Mr. Adamz was born in 1951 and spent his early years singing in a church choir; by 1968 his first hit single, at age 16, was transmitted through Southwest Texas radio. 

“I Can’t Wait to See You,” by Doug Adams and Early Morning Traffic, was a modest garage rock hit but it gave him enough momentum to launch a career 52 years in the making. After earning a degree in classical guitar from the University of Texas, El Paso, he packed up his Volkswagen van and headed west. 

“The first guy who heard my music was Ponderosa Pine in San Francisco,” he said, referring to the West Marin artist born Keith Lampe who was famous for his resounding chants. “We started talking and I had a car but no place to go and he had a place to go but was without a car… so I drove him out to Bolinas.” 

Mr. Adamz continued to visit the area often, but remained in San Francisco, where he frequently performed at The Holy City Zoo folk club. One night his curiosity led him to the club for the one set of the week in which folk music was exchanged for belly dancing. Enthralled by what he heard, which was only a doumbek drum and finger cymbals, he approached the performers and proposed joining the group.

“I knew nothing about Arabic music but the next week I was playing with them and just improvising melodies,” he said. “When [the ensemble’s leader] saw what I could do with studio recording, she had the idea to record the music I did for her dancing.”

“Dream Dancer,” recorded in 1978 at a now-defunct studio called The Church in San Anselmo, sold out of its initial 1,000 pressed copies before becoming a worldwide attraction unlike anything of its time. 

“This was before world beat was a term and before New Age. This was at the inception,” he said. “Of course, musicians had been borrowing and stealing from each other, but I don’t think an American had done a whole album of original Arabic music.”

He produced three more albums with the group, up until the 1990s, and “Dream Dancer” continued to draw international interest, with sales in places as far flung as Switzerland, Argentina and Japan. “What I love about it is they don’t know who I am. It’s not star-driven,” he said. “But they love the music and it’s in their lives.”

The royalties from these sales are modest—“It’s like an I.V.: it keeps dripping in,” he said—but Mr. Adamz said he’s able to support himself through his music. He has also had a string of odd jobs: as a personal driver for billionaires, a landscaper and a substitute teacher for West Marin Elementary, which he called the toughest gig he’s ever had. 

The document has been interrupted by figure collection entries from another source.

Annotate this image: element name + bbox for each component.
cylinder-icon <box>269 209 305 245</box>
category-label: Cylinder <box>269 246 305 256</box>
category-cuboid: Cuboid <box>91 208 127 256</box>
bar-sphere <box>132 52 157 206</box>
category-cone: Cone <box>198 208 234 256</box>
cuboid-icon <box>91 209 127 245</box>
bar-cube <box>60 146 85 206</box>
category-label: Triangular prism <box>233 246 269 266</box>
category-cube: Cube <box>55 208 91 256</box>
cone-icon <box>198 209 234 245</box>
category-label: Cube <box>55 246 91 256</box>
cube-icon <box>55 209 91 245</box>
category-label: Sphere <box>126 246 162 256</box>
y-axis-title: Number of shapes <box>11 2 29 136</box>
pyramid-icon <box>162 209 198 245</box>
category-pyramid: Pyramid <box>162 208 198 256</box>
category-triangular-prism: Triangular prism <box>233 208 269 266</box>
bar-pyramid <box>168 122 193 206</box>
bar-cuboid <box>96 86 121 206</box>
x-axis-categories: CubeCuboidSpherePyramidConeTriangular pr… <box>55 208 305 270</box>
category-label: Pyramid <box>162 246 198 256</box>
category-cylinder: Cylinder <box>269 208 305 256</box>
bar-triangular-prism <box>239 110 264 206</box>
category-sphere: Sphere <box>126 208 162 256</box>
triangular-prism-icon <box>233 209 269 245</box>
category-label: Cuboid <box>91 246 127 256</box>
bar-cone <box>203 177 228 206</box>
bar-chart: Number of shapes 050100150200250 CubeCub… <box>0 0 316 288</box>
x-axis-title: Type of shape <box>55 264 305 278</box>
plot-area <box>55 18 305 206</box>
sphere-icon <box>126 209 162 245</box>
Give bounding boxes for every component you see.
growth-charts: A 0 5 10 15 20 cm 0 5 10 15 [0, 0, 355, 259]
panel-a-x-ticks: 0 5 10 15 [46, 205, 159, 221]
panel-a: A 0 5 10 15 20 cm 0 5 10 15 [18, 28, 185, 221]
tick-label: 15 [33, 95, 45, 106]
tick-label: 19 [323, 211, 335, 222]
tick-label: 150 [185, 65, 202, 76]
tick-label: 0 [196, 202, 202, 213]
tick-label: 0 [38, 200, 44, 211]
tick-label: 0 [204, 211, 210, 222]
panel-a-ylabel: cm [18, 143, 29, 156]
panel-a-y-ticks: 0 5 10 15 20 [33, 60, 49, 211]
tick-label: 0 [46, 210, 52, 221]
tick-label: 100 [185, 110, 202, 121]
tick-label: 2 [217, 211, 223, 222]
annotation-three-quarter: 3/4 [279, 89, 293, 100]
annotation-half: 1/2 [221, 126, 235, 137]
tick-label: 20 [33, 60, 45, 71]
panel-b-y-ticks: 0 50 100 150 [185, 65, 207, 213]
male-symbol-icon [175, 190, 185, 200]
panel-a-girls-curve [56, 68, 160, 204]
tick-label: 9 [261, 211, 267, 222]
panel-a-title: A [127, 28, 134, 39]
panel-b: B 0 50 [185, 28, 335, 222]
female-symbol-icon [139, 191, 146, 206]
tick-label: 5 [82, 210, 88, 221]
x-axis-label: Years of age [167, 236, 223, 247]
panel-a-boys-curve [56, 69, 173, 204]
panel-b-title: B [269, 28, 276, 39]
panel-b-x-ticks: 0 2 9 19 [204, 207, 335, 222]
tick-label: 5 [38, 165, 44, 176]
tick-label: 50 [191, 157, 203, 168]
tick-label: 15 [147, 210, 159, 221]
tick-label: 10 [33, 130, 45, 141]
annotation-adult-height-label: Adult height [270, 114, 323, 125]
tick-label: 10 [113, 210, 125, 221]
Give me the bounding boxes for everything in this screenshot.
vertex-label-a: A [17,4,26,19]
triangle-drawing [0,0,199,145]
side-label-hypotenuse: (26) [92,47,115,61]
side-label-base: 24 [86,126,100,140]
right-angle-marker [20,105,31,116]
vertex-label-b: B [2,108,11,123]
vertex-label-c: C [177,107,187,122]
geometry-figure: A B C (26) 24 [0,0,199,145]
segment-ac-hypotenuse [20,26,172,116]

He’s owned a home in Novato, lived in his van in San Francisco and bounced between San Anselmo and Oakland, but he finally landed in West Marin about a decade ago. He now lives on a ranch in Marshall with his partner. He converted their living room into a personal recording studio, and it was there where he recorded his three solo albums, including “National Steel” in 2014. 

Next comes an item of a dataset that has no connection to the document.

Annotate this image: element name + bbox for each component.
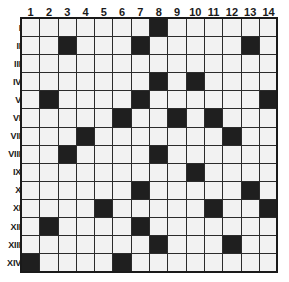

Entirely inspired by the style of brash guitar that bears the album’s title, the collection returned Mr. Adamz to the charts. Three of the album’s highlights held top spots for the Roots Music Report’s Top 50 Acoustic Blues Songs in 2015. 

He said he’s currently at a musical crossroads, juggling three very different ideas for his next record. But in the meantime he’s a fixture in the West Marin music scene. On Sunday, he will perform at Rancho Nicasio with a different set of musicians than those at The Station House gig. (He likes to mix up his band, allowing for maximum spontaneity.) 

The bass player for that show has been playing with Mr. Adamz since he was 13: his older brother of two years, Darrell Adams. “Doug and I just fall into this thing [on stage],” Darrell said. “I’ve listened to him for so long that I can just follow along.”

Reflecting on his micro successes, Mr. Adamz spoke to the notion of “making it” as a musician. “My whole life people thought I’ve been on the verge of ‘making it.’ I’ve read biographies of musicians and mentors and I’m doing just fine. I wouldn’t trade places with any of them,” he said. “A good night at The Station House is making it.”

 

The Doug Adamz Band performs at 4 p.m. this Sunday, Nov. 20 in the bar at Rancho Nicasio. There is no cover charge.